I have plans to screen Gladys and colleagues’ film in two rural communities near Ottawa, to invite more conversations with settlers about dispossession, settlement and privilege and about concrete actions we can take for anti-colonial social change. I will do this in collaboration with Indigenous people who have a relationship to that land.

I want to thank everyone who helped me with this digital story: my partners in the art research project (Geneviève Cloutier, Gladys Rowe, Nadine Flagel, Wendy Crocker, Lucia Lorenzi and Adam Clare) and these colleagues, friends and acquaintances: Greg Taylor, Timothy Armstrong, Chris Lawson, Rosa Barker, Carol Hodgson, Pei-Ju Wang, Soha Kneen, Vadim Belotserkovsky, Michael Desautels, Daniel McNeil, Liliane Braga and Allix Thompson.
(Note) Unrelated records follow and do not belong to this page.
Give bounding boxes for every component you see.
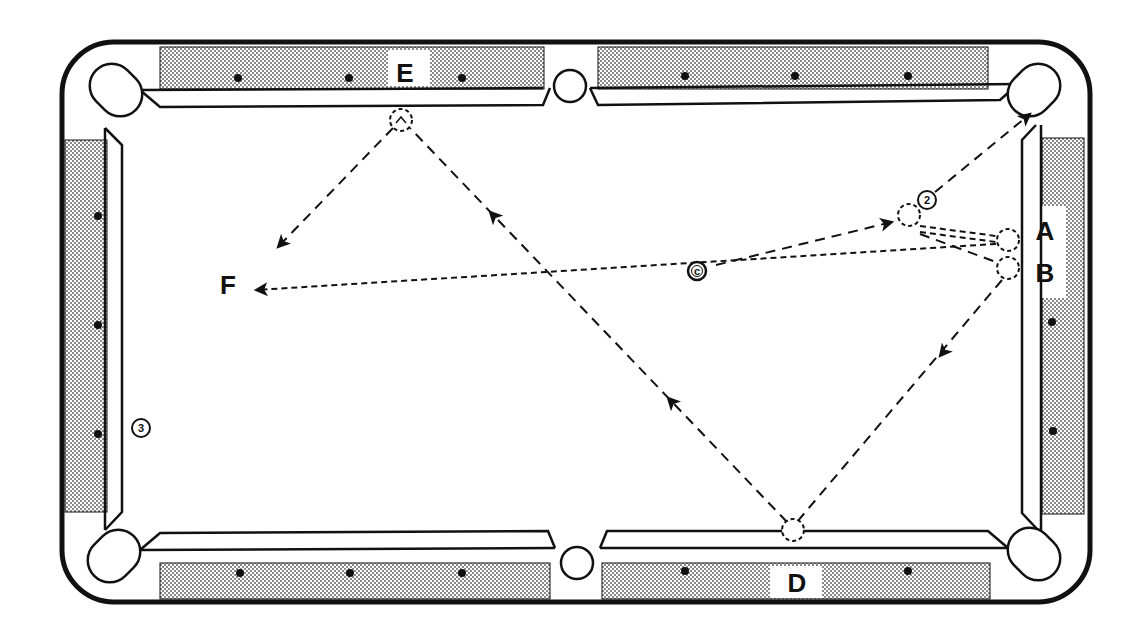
rail-top-right (598, 47, 988, 89)
table-outer-frame (62, 42, 1090, 602)
pocket-bottom-side (561, 547, 593, 579)
svg-text:c: c (694, 265, 700, 277)
ghost-ball-D (782, 519, 804, 541)
label-D: D (788, 568, 807, 598)
label-E: E (396, 58, 413, 88)
ghost-ball-E (390, 109, 412, 131)
rail-top-left (160, 47, 544, 89)
ball-3: 3 (132, 419, 150, 437)
label-B: B (1036, 258, 1055, 288)
label-A: A (1036, 216, 1055, 246)
pool-table-diagram: 2 c 3 E D A B F (0, 0, 1139, 638)
label-F: F (220, 270, 236, 300)
ghost-ball-A (997, 229, 1019, 251)
rail-right (1042, 138, 1084, 514)
ghost-ball-B (997, 257, 1019, 279)
ball-2: 2 (918, 191, 936, 209)
svg-text:2: 2 (924, 194, 930, 206)
cue-ball: c (688, 262, 706, 280)
ghost-ball-contact (898, 204, 920, 226)
svg-text:3: 3 (138, 422, 144, 434)
rail-bottom-left (160, 563, 550, 599)
pocket-top-side (554, 70, 586, 102)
Thank you, everyone, for taking the time to watch a version and offer your thoughts or permission to use your work.

This story first occurred to me last year, in a workshop organized by Daniel McNeil of Carleton University and facilitated by Henry Daniel of Simon Fraser University. The workshop explored colonialism, slavery and migration through personal narratives and movement improvisation. Thank you for the spark.

Here are books I recommend in the video: The Inconvenient Indian by Thomas King, Indigenous Writes by Chelsea Vowel, The Reconciliation Manifesto by Arthur Manuel and Grand Chief Ronald Derrickson, and The Truth That Wampum Tells by Lynn Gehl. For a podcast, MEDIA INDIGENA by Rick Harp and colleagues is fabulous.
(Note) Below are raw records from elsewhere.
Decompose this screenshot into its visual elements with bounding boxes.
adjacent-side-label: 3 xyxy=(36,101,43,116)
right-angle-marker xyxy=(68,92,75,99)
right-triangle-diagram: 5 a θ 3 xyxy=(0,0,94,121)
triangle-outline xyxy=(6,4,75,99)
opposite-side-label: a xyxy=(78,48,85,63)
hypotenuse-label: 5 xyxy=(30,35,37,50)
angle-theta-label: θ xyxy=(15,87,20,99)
A note on process, adding to what I described above … I tried to be accountable with this digital story. I ran it by several Indigenous friends and colleagues who work in/with grassroots Indigenous organizations, asking if the digital story is safe and helpful. They said yes. I made changes they suggested: choice of map and quote. I also ran it by several settlers who work for Indigenous organizations. Their feedback helped me hone the visuals. I tried to make the story safe (not reinforce colonialism) and at the same time not ask Indigenous people for a lot of time since this is a settler narrative geared to other settlers. We need to educate ourselves. I don’t know if I struck the right balance, but I thought a brief note on accountability might be interesting to other settlers doing this type of storytelling.